MARLENA FAYE: People right now, I think, all over New Mexico are very, very aware of what happened.

FORDHAM: Marlena Faye (ph) lives here in Vallecitos.

FAYE: I guess there's a sense that they're dangerous.

FORDHAM: But while the agency pledges to take all these concerns seriously, it's not going to stop burning. Under a wildfire crisis strategy, the Forest Service wants to treat up to 50 million more acres over the next decade or so with thinning and burning, in addition to what it already does every year. Forest ecologists say that's about what's needed to address the backlog in land that would have burned naturally over the many decades that fire's been suppressed. Today a helicopter drops incendiary balls into the center of the fire while its edges blacken and cool, and Krall keeps making her rounds.

KRALL: We had a bad thing happen last year on Hermits Peak/Calf Canyon. We have a - we are very humbled by that, and we have a long row to hoe to build back that trust.

FORDHAM: A national climate assessment published this month estimated western wildfire will get more severe until the middle of the century. Forest managers never promise that prescribed fire is without risk, but Krall says, one way or another, people are going to have to learn to live with more fire. For NPR News, I'm Alice Fordham in Vallecitos, New Mexico. Transcript provided by NPR, Copyright NPR.

NPR transcripts are created on a rush deadline by an NPR contractor. This text may not be in its final form and may be updated or revised in the future. Accuracy and availability may vary. The authoritative record of NPR’s programming is the audio record.

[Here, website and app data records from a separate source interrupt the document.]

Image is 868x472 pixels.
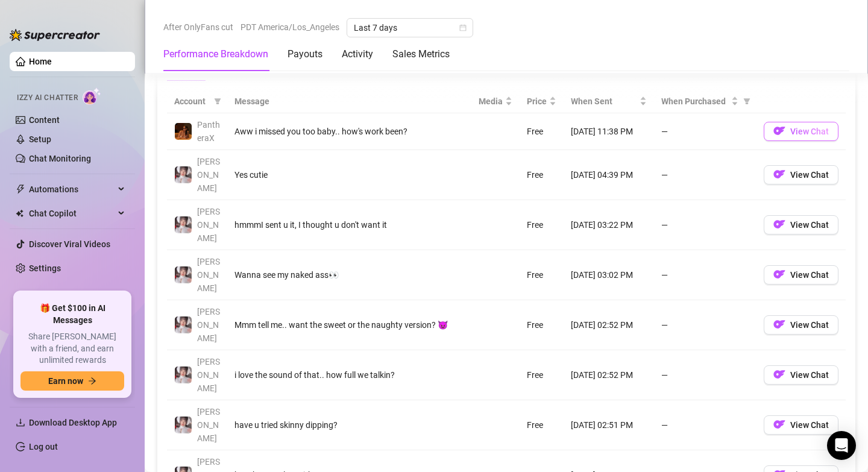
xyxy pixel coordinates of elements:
[790,127,829,137] span: View Chat
[197,120,220,143] span: PantheraX
[654,250,757,300] td: —
[29,240,111,249] a: Discover Viral Videos
[654,300,757,350] td: —
[774,268,785,281] img: OF
[564,90,654,113] th: When Sent
[342,47,373,62] div: Activity
[234,419,464,432] div: have u tried skinny dipping?
[571,95,637,108] span: When Sent
[790,420,829,430] span: View Chat
[519,350,564,401] td: Free
[764,373,839,382] a: OFView Chat
[288,47,323,62] div: Payouts
[774,368,785,380] img: OF
[519,90,564,113] th: Price
[564,401,654,450] td: [DATE] 02:51 PM
[175,167,192,183] img: Rosie
[774,125,785,137] img: OF
[48,376,83,386] span: Earn now
[227,90,472,113] th: Message
[29,204,115,223] span: Chat Copilot
[764,272,839,282] a: OFView Chat
[764,223,839,232] a: OFView Chat
[20,372,124,391] button: Earn nowarrow-right
[29,134,51,144] a: Setup
[564,250,654,300] td: [DATE] 03:02 PM
[234,168,464,181] div: Yes cutie
[29,180,115,199] span: Automations
[10,29,100,41] img: logo-BBDzfeDw.svg
[197,407,220,443] span: [PERSON_NAME]
[234,319,464,332] div: Mmm tell me.. want the sweet or the naughty version? 😈
[197,207,220,243] span: [PERSON_NAME]
[29,442,58,452] a: Log out
[175,267,192,284] img: Rosie
[827,431,856,460] div: Open Intercom Messenger
[764,165,839,185] button: OFView Chat
[241,18,340,36] span: PDT America/Los_Angeles
[654,350,757,401] td: —
[234,368,464,382] div: i love the sound of that.. how full we talkin?
[764,129,839,139] a: OFView Chat
[764,265,839,285] button: OFView Chat
[163,47,268,62] div: Performance Breakdown
[163,18,233,36] span: After OnlyFans cut
[29,57,52,67] a: Home
[527,95,547,108] span: Price
[564,200,654,250] td: [DATE] 03:22 PM
[175,367,192,384] img: Rosie
[15,418,25,428] span: download
[175,317,192,333] img: Rosie
[654,90,757,113] th: When Purchased
[472,90,519,113] th: Media
[197,357,220,394] span: [PERSON_NAME]
[234,125,464,138] div: Aww i missed you too baby.. how's work been?
[479,95,503,108] span: Media
[662,95,729,108] span: When Purchased
[764,423,839,433] a: OFView Chat
[197,307,220,343] span: [PERSON_NAME]
[15,209,24,218] img: Chat Copilot
[764,215,839,235] button: OFView Chat
[519,200,564,250] td: Free
[29,418,117,428] span: Download Desktop App
[564,113,654,150] td: [DATE] 11:38 PM
[175,216,192,233] img: Rosie
[20,303,124,326] span: 🎁 Get $100 in AI Messages
[197,257,220,293] span: [PERSON_NAME]
[15,185,25,194] span: thunderbolt
[764,315,839,335] button: OFView Chat
[790,170,829,180] span: View Chat
[29,154,91,163] a: Chat Monitoring
[83,88,102,105] img: AI Chatter
[564,350,654,401] td: [DATE] 02:52 PM
[29,263,61,273] a: Settings
[774,419,785,431] img: OF
[459,24,467,32] span: calendar
[774,319,785,331] img: OF
[20,331,124,367] span: Share [PERSON_NAME] with a friend, and earn unlimited rewards
[774,218,785,230] img: OF
[234,268,464,282] div: Wanna see my naked ass👀
[29,116,59,125] a: Content
[790,320,829,330] span: View Chat
[654,200,757,250] td: —
[654,113,757,150] td: —
[519,401,564,450] td: Free
[174,95,209,108] span: Account
[741,92,753,111] span: filter
[790,220,829,230] span: View Chat
[790,370,829,380] span: View Chat
[88,377,97,385] span: arrow-right
[197,157,220,193] span: [PERSON_NAME]
[175,417,192,433] img: Rosie
[214,98,221,105] span: filter
[234,218,464,232] div: hmmmI sent u it, I thought u don't want it
[743,98,750,105] span: filter
[764,122,839,141] button: OFView Chat
[764,415,839,435] button: OFView Chat
[764,172,839,182] a: OFView Chat
[519,113,564,150] td: Free
[564,300,654,350] td: [DATE] 02:52 PM
[519,150,564,200] td: Free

Alice Fordham joined the news team in 2022 after a career as an international correspondent, reporting for NPR from the Middle East and later Latin America and Europe. She also worked as a podcast producer for The Economist among other outlets, and tries to meld a love of sound and storytelling with solid reporting on the community. She grew up in the U.K. and has a small jar of Marmite in her kitchen for emergencies.